Similarly, the only situation we've observed so far where light does not obey time-reversal symmetry is absorption, which involves heat. Your skin absorbs visible light from the sun and heats up, but we never observe people's skin to glow, converting heat energy into visible light. People's skin does glow in infrared light, but that doesn't mean the situation is symmetric. Even if you absorb infrared, you don't emit visible light, because your skin isn't hot enough to glow in the visible spectrum.
These apparent heat-related asymmetries are not actual asymmetries in the laws of physics. The interested reader may wish to learn more about this from optional chapter 16 on thermodynamics.
A number of techniques can be used for creating artificial visual scenes in computer graphics. Figure l shows such a scene, which was created by the brute-force technique of simply constructing a very detailed ray diagram on a computer. This technique requires a great deal of computation, and is therefore too slow to be used for video games and computer-animated movies. One trick for speeding up the computation is to exploit the reversibility of light rays. If one was to trace every ray emitted by every illuminated surface, only a tiny fraction of those would actually end up passing into the virtual “camera,” and therefore almost all of the computational effort would be wasted. One can instead start a ray at the camera, trace it backward in time, and see where it would have come from. With this technique, there is no wasted effort.
A If a light ray has a velocity vector with components `c_x` and `c_y`, what will happen when it is reflected from a surface that lies along the `y` axis? Make sure your answer does not imply a change in the ray's speed.
B Generalizing your reasoning from discussion question A, what will happen to the velocity components of a light ray that hits a corner, as shown in the figure, and undergoes two reflections?
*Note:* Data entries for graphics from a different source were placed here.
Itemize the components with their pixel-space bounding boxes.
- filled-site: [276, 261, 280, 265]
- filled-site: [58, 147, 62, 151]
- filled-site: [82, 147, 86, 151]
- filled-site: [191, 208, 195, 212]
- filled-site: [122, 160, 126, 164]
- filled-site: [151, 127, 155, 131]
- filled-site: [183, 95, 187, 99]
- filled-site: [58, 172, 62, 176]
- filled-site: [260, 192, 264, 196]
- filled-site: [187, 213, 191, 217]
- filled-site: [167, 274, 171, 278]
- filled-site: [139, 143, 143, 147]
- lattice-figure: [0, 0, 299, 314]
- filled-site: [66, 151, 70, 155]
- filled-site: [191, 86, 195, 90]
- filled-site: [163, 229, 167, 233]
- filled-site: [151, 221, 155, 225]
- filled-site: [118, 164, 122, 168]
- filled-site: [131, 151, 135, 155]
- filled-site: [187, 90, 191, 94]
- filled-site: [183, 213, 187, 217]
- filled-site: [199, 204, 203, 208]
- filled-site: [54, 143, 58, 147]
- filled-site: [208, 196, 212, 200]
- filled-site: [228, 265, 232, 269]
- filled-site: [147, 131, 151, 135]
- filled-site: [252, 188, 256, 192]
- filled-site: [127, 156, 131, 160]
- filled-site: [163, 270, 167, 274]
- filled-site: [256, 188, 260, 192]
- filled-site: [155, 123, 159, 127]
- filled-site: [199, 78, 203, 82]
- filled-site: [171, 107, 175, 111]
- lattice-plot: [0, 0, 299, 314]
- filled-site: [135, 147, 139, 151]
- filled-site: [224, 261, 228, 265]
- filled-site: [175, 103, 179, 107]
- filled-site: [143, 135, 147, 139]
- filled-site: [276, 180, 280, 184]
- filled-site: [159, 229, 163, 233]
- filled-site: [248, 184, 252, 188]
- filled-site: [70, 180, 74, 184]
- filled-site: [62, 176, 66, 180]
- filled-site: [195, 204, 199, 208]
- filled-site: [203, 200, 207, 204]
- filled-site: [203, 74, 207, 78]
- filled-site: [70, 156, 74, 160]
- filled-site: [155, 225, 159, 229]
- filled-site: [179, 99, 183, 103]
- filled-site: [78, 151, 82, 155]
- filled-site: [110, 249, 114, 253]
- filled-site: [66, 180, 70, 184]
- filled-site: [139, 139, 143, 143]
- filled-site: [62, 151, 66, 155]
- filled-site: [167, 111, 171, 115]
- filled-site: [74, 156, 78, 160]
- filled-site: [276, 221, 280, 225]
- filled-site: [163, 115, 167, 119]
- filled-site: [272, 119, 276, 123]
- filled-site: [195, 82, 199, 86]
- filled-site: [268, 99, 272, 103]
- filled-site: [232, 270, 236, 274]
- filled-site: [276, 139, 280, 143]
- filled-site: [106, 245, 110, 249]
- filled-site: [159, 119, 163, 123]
C Three pieces of sheet metal arranged perpendicularly as shown in the figure form what is known as a radar corner. Let's assume that the radar corner is large compared to the wavelength of the radar waves, so that the ray model makes sense. If the radar corner is bathed in radar rays, at least some of them will undergo three reflections. Making a further generalization of your reasoning from the two preceding discussion questions, what will happen to the three velocity components of such a ray? What would the radar corner be useful for?
28.4 Geometry of specular reflection by Benjamin Crowell, Light and Matter licensed under the Creative Commons Attribution-ShareAlike license.